Abstract

The American legal profession is facing challenges that are sending tremors through its institutional foundations. On the one hand, U.S. lawyers appear to be wielding ever increasing power as reflected in recent victories in litigation with cigarette manufacturers and in the now pending challenges to the firearms industry. At the same time, the profession finds its traditional prerogatives under increasing challenge with the push for multidisciplinary professional practices, direct encroachment by a variety of service providers (accountants, consultants, paralegals, etc.), and mounting political attacks on the profession for its apparent greed (e.g., huge fees from the tobacco litigation) and apparent arrogance (Glaberson 1999). Much as the businesses and governments who bear the bulk of health care expenses forced major restructuring of health care delivery, the large consumers of legal services (which are consuming an ever larger share of legal services; see Heinz, Nelson, & Laumann 1998) are seeking means of limiting and monitoring the costs of those services (ibid.; Kritzer 1994).
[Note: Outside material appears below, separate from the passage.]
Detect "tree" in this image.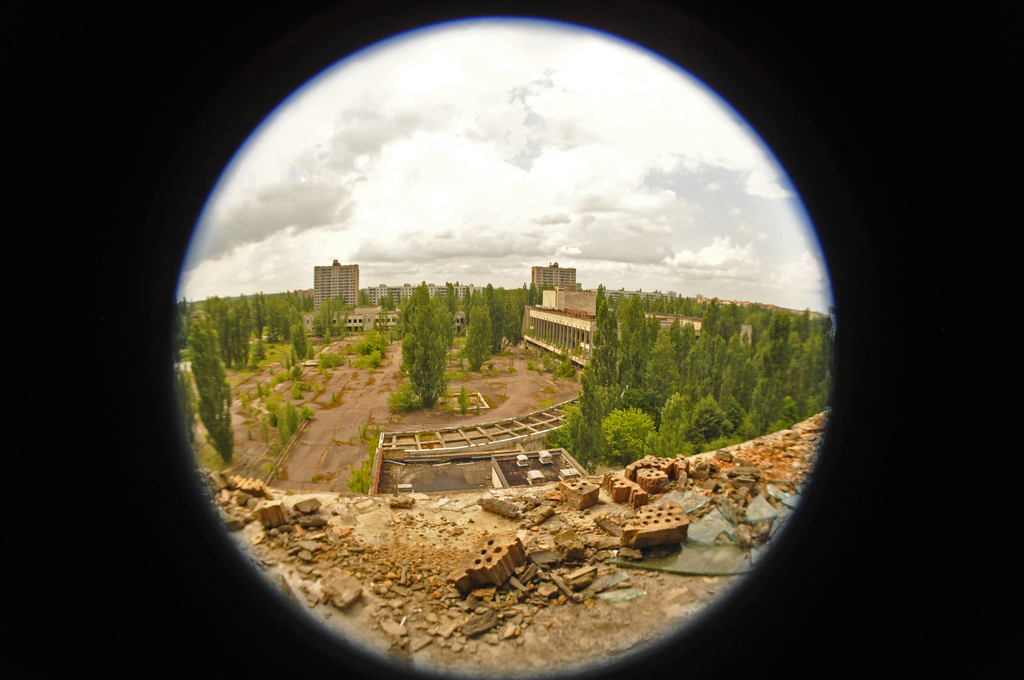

Lawyers increasingly find themselves working not as independent professionals but as employees of bureaucratically organized law firms, corporations, and government. The dynamics of this change, combined with shifts in where legal effort is directed, have attracted the attention of scholars (Galanter & Palay 1991; Heinz et al. 1997; Heinz, Nelson, Laumann, & Michelson 1998; Seron 1996; Spangler 1986; Van Hoy 1997) in no small part because it has major implications for how we think about the legal profession, in its multiplicity of forms, as a profession.